Year Zero
Year Zero is Rob Reid's 2012 comic science-fiction novel, written shortly after he sold the music-streaming startup Listen.com (which became Rhapsody) to RealNetworks. The premise is straightforward and lethal. In the wider galaxy, almost every advanced species creates dreadful music. In 1977, signals from a small backwater planet called Earth reached the Refined League and triggered a civilization-wide aesthetic revelation: Welcome Back, Kotter's theme song was the most beautiful thing the entire galaxy had ever heard. Within months, every alien with access to a transmitter had been pirating Earth's music continuously. Under the Refined League's own treaty law, this means the Refined League now owes Earth's music industry, by current statutory damages, every dollar of value in the galaxy. Nick Carter, a baby-lawyer at a Manhattan music-licensing firm, becomes the unlikely Earth contact who must keep the assassination squads at bay while a settlement is negotiated.
Where Year Zero keeps showing up
Two of our editors' lists feature this novel.
What you might want to know about Year Zero
The questions readers send us most often, answered without spoilers.
Manhattan music-rights lawyer Nick Carter answers his office door to two aliens dressed as a parrot-headed man and a pop star.

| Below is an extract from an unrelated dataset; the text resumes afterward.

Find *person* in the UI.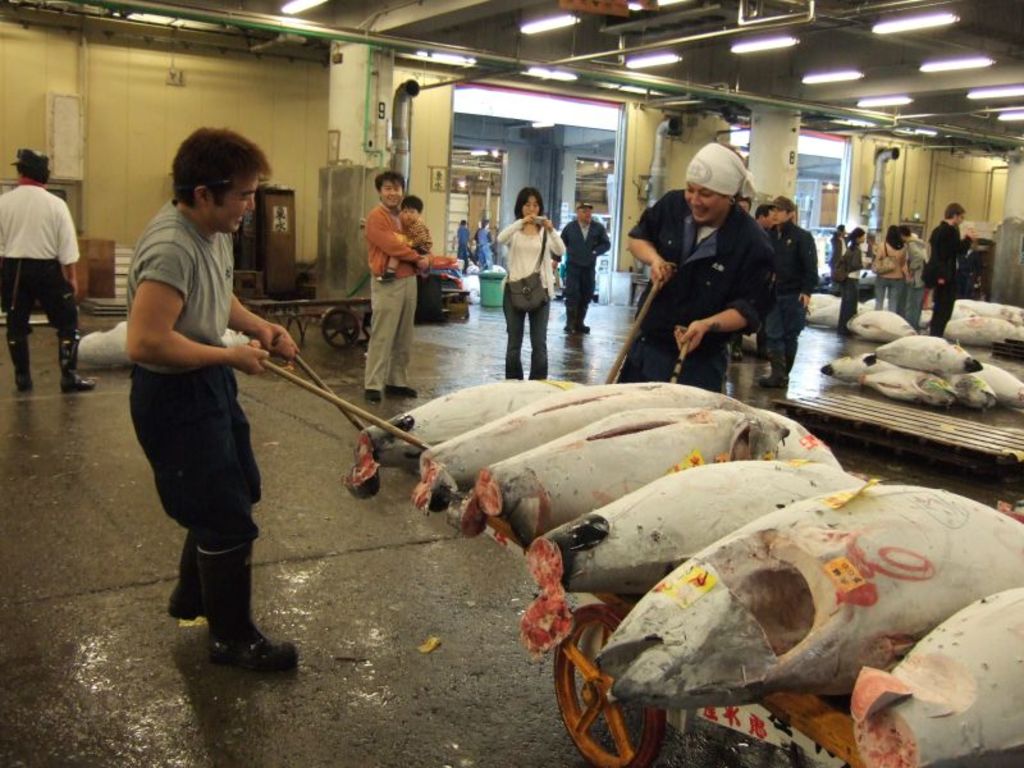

Yes. It is a comedic alien-contact novel built around the premise that aliens are obsessed with Earth music and have copyright law trouble.
It leans heavily into humor. Reviews compare it to Hitchhiker's Guide and Ready Player One in tone.
Year Zero was written by Rob Reid, published in 2013 by Random House Publishing Group.
Year Zero is 368 pages in standard print editions, though page counts vary slightly between hardcover, paperback, and large-print formats.
At an average reading pace of about 250 words per minute, Year Zero takes most readers 6 to 8 hours to finish.
Year Zero is a standalone novel by Rob Reid, not part of a series.
Year Zero is available in hardcover, paperback, ebook, and audiobook formats from Amazon, Bookshop.org, ThriftBooks, and most major bookstores.